Education on a school which identifies itself mainly with a certain religion is very bad in my eyes because you it could harm the world view of children and their capacity of scientific thinking. Teaching creationisms like Intelligent Design or an unadapted version of Genesis would teach people to ignore certain facts and keep on to what they're told to believe, to doublethink, to use a Newspeak word.

Posted by Sense Hofstede (not verified) on Mon, 2009-09-14 16:47
False dilemma

I concur in part but dissent in a larger part.

First, you’re presenting a false dilemma. A school system without religious education but allowing religious symbols on the one hand and the proclamation of Catholicism as the state’s only allowed religion on the other, are by no means the only two options.

I agree that a pluralistic society should allow religious symbols in the public sphere. Clothes are a form of expression, and there should be freedom of expression.

But this freedom does not necessarily apply in all circumstances.

For example, an employer may ask its employees not to wear clothes with political of religious symbols, especially if those employees come in contact with the public, representing their company.

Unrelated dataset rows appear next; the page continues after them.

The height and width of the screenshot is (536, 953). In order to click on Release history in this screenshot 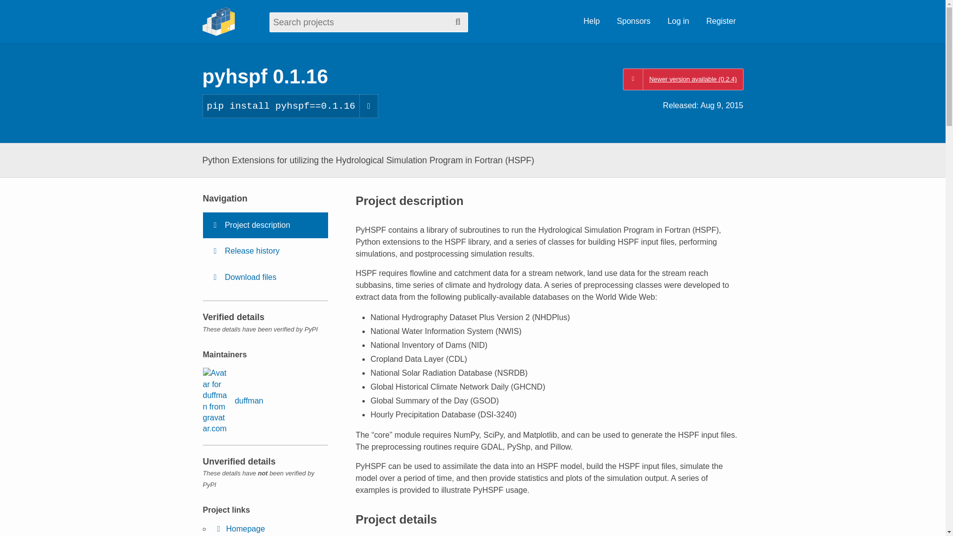, I will do `click(265, 251)`.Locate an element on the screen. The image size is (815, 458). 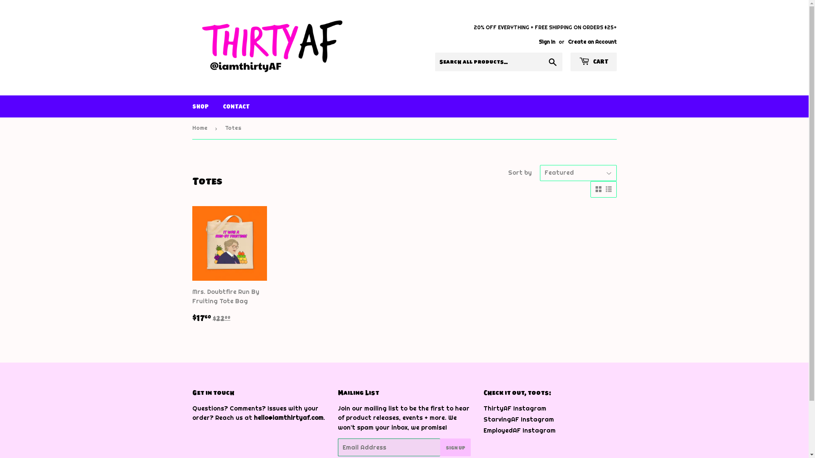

Similarly, I believe that a school may deny its pupils expressions which would be allowed in the streets after school hours. A school may disallow religious symbols. This is what a lot of schools decided years ago, and the Community Education Board (Raad van het Gemeenschapsonderwijs GO!) has decided for all its member schools now. It’s the situation as it has been in France for many years now.

I actually agree with you that religion should not be thought at school, and should be optional. Legislation not to finance free (mainly Catholic) schools has been proposed in the past, but was fiercly opposed (Schoolstrijd). Too bad. (Although, I hate to admit that the quality of primary and secondary education has remained high during the 1970s, thanks to the conservative attitude of Catholic schools. Credit where credit is due.)